Get a MacPro, add a 2nd video card, and connect 4 of those 30-inch for 5120 x 3200 REAL area. :D Would the 'resolution-independence' technology that has been talked about since before Leopard was released, do what you want? An application that provides you with scrolling through a graphic file that can be enormously larger than the application window does what you want. The system 'zoom' feature sort-of does that, but you simply magnify the screen area, and lose sharpness very quickly. |
tlarkin and deltamac,
I think the zoom feature in OS X only allows zooming into the desktop that is confined to the display capacity. On my Macbook Pro, the biggest desktop I can have is 1680x1050. The zoom feature in OS X will let you zoom into that area, but not beyond it. What I'm looking for is an app that allows OS X to create a larger desktop area of, for instance, 4000x3000 at the Finder level, not just inside individual applications. Most publishing or photo applications already allow this to happen inside their application, by letting you set a document size in pixels or inches, but in order to see the entire document at 100%, you have to scroll around the document in the application's window. The technology is already available -- just not on an operating system-wide basis, apparently. If anybody comes across any information that suggests an application exsits, that enhances the operating system to do this, please let me know! |
Quote:
EDIT OH OK I see you want to actually make the desktop resolution physically bigger not just zoom. Took me a second to get that through my head. |
Will do, but don't hold your breath. :D As mentioned by several expert users on this forum, Apple has chosen not to implement their OS this way and there is probably no chance that something out there exist for this.
Speak to the guys over at path Finder and ask them if something like this is even possible. They have an app where they use a desktop that they create so they may be able to help you. Remember, there is always Xcode! |
I am pretty sure that you can do this with an X11 window manager. I have seen something like this with fvwm2. You would have to have a rooted X11 window, I don't think that you could do it rootless.
However, if you app isn't X11, then I am not sure that this is even applicable. Virtual desktop size is something that I have always seen with bundled with the graphics card adapter software. I had an old Matrox that did it, and my work computer with Nvidia can do it. I don't think that my ATI X800 has a virtual desktop size option, though. Good luck, Brett |
I found on Wiki that one term for this is "Desktop Scrolling." The only example of it, however, was where the desktop scrolled left or right. Perhaps the term I'd use would be Dynamic Virtual Desktop Zooming, since instead of scrolling or switching, the action preferred would be to use the scroll wheel to zoom in and out of different areas of one large desktop.

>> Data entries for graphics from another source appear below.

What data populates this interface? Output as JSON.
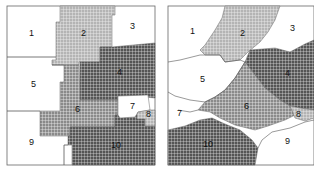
{
  "figure": {
    "panels": [
      {
        "id": "left",
        "description": "rectangular grid-aligned partition",
        "regions": [
          {
            "label": "1",
            "fill": "white"
          },
          {
            "label": "2",
            "fill": "light-grid"
          },
          {
            "label": "3",
            "fill": "white"
          },
          {
            "label": "4",
            "fill": "dark-grid"
          },
          {
            "label": "5",
            "fill": "white"
          },
          {
            "label": "6",
            "fill": "medium-grid"
          },
          {
            "label": "7",
            "fill": "white"
          },
          {
            "label": "8",
            "fill": "light-grid"
          },
          {
            "label": "9",
            "fill": "white"
          },
          {
            "label": "10",
            "fill": "dark-grid"
          }
        ]
      },
      {
        "id": "right",
        "description": "diagonal staircase partition",
        "regions": [
          {
            "label": "1",
            "fill": "white"
          },
          {
            "label": "2",
            "fill": "light-grid"
          },
          {
            "label": "3",
            "fill": "white"
          },
          {
            "label": "4",
            "fill": "dark-grid"
          },
          {
            "label": "5",
            "fill": "white"
          },
          {
            "label": "6",
            "fill": "medium-grid"
          },
          {
            "label": "7",
            "fill": "white"
          },
          {
            "label": "8",
            "fill": "light-grid"
          },
          {
            "label": "9",
            "fill": "white"
          },
          {
            "label": "10",
            "fill": "dark-grid"
          }
        ]
      }
    ],
    "colors": {
      "outline": "#555555",
      "light_grid_bg": "#b8b8b8",
      "medium_grid_bg": "#8a8a8a",
      "dark_grid_bg": "#5a5a5a",
      "grid_line": "#f2f2f2"
    }
  }
}
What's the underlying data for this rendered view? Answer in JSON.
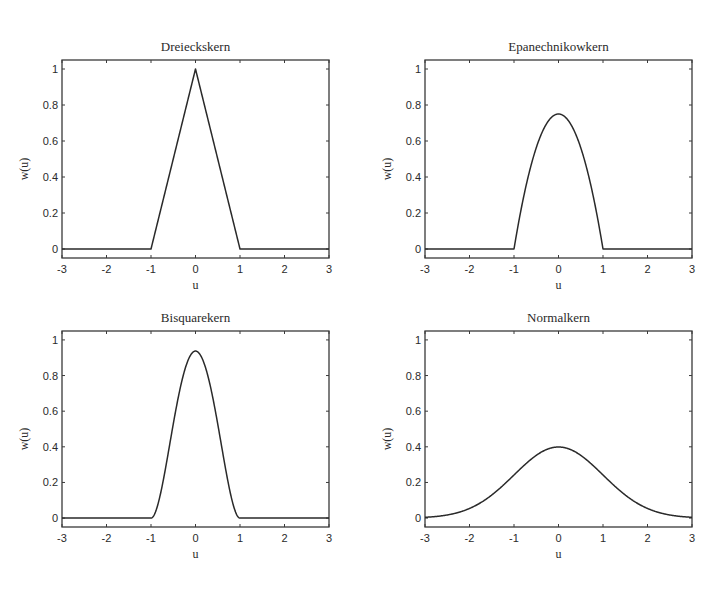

From the last few posts it looks like you guys understand what I'm trying to explan. SUCCESS! With Apple's "Core" X stuff availability, I would think that the ability to do this with a large desktop would be easy to implement. I'm surprised it isn't available somewhere. Maybe it is and I just haven't found it yet... |
As Brett mentioned earlier a lot of that stuff on the Windows side is controlled via the driver. I know that both ATI and Nvidia allow for some weird customizations with their driver control panels.
Now I am curious if there is a Mac equivalent???? |
It is not an option on the ATI 9200 that I have installed in my PPC tower.
Brett |
| All times are GMT -5. The time now is 02:08 PM. |
Powered by vBulletin® Version 3.8.7
Copyright ©2000 - 2014, vBulletin Solutions, Inc.
Site design © IDG Consumer & SMB; individuals retain copyright of their postings
but consent to the possible use of their material in other areas of IDG Consumer & SMB.